Flagship restaurant Beast & Butterflies has floor-to-ceiling glass windows looking out on a rhapsody in blue.
The azure pool, with swimmers flopping on hot pink inflatables, forms the bottom third of the view. In the middle of the frame lies the wide Andaman Sea, which has its own tiny islet, Pulau Tikus (Rat Island in Malay), which the famous hawker enclave in George Town is named after. This three-layered visual cocktail is topped by the ever-changing sky.
Stepping into the hotel lobby is a sensory experience.
I swig a welcome drink – brightly redolent of apple, cinnamon and pandan – in its tasteful, creamy interiors. Within days, I am mildly hooked on the hotel’s signature scent, Legendary by Singapore company Engel’s Sense, which has notes of Madagascar vanilla.
Further olfactory adventures may be on the horizon.
I take part in an aromatherapy workshop at the hotel, sniffing 10 essential oils. Who knew that 20 lemons are used to make just 5ml of lemon essential oil or that geranium smells like the rose syrup in bandung?
The instructor from Malaysian essential oil company Franoe helps me create my own signature blend of cedarwood and lime, which sounds woodsy, but instead reminds me of cosy teddy bears.
The hotel is looking into aromatherapy and cocktail-making workshops for its guests in the future, says a spokesperson.
Too languorous to venture outdoors? Tuck in at the Beast & Butterflies restaurant, which serves a respectable take on Penang’s hawker food. Ikan merah (red snapper), Penang hokkien mee and sup kambing (mutton soup) are standouts, as is the ginger-spiked jackfruit creme brulee. Weekend buffets start at RM98 an adult.
The chef is a dab hand at elevating humble ingredients. The breakfast buffet’s moreish roti canai, thinner and less chewy than roti prata in Singapore, is better than some versions I try at hawker stalls in Penang. I have to stop shoving in mouthfuls of a side dish of fried cabbage, whose umami quotient is boosted by a liberal sprinkling of hae bee (dried shrimp).

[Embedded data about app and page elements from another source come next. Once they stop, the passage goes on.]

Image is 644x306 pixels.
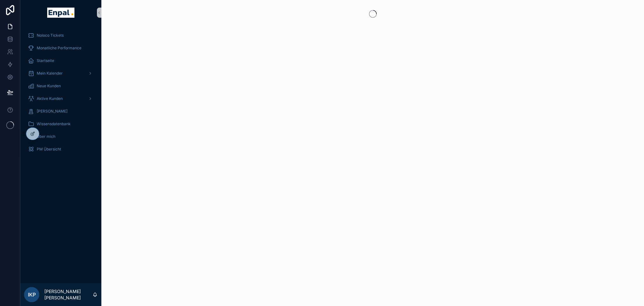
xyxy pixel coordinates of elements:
div: scrollable content [20,25,101,163]
a: Monatliche Performance [24,43,98,54]
span: [PERSON_NAME] [37,109,67,114]
a: Mein Kalender [24,68,98,79]
img: App logo [47,8,74,18]
a: Startseite [24,55,98,66]
span: PM Übersicht [37,147,61,152]
span: Über mich [37,134,56,139]
span: IKP [28,291,36,298]
a: Noloco Tickets [24,30,98,41]
a: Über mich [24,131,98,142]
span: Aktive Kunden [37,96,63,101]
p: [PERSON_NAME] [PERSON_NAME] [44,289,92,301]
span: Neue Kunden [37,84,61,88]
span: Noloco Tickets [37,33,64,38]
span: Mein Kalender [37,71,63,76]
a: [PERSON_NAME] [24,106,98,117]
a: Wissensdatenbank [24,119,98,130]
a: Aktive Kunden [24,93,98,105]
span: Wissensdatenbank [37,122,71,127]
a: Neue Kunden [24,80,98,92]
a: PM Übersicht [24,144,98,155]
span: Monatliche Performance [37,46,81,51]
span: Startseite [37,58,54,63]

There are no phones in the hotel rooms, which range in size from 32 to 160 sq m. Instead, like six of MHR’s Singapore hotels, in-room services are powered by the Aiello device, which runs on AI.
My requests are logged when I say “Hello AI” out loud, activating the AI voice assistant, which looks like an analogue alarm clock.
This is the beginning of a beautiful friendship, where I lie on my deeply comfortable hotel bed and ask Aiello anything under the sun. What time is the sunrise tomorrow? What are the tourist attractions nearby? Can I get extra tea bags?
The road to friendship is slightly bumpy, nonetheless. Aiello does not always reply in that ubiquitous, soothing woman’s voice that all robots seem to aspire to. Sometimes, my request is met with an awkward silence.
I find out that it is my fault. How I say “Hello AI” sometimes doesn’t land. I put on a range of funny voices – male, female, loud, soft, Mickey Mouse – in the name of scientific research.
It turns out that I just need to speak loudly and clearly enough. There are limits, though, to my one-sided demands that even the unfailingly courteous Aiello cannot meet. She can summon the front desk to deliver my 11pm request of ice for my drinks, but the buck stops with integrating all hotel systems to my convenience.
“Turn down my air-con, please,” I ask.
Aiello replies: “To turn down the air-conditioning in your room, you can use the air-conditioner control panel. Unfortunately, I can’t.”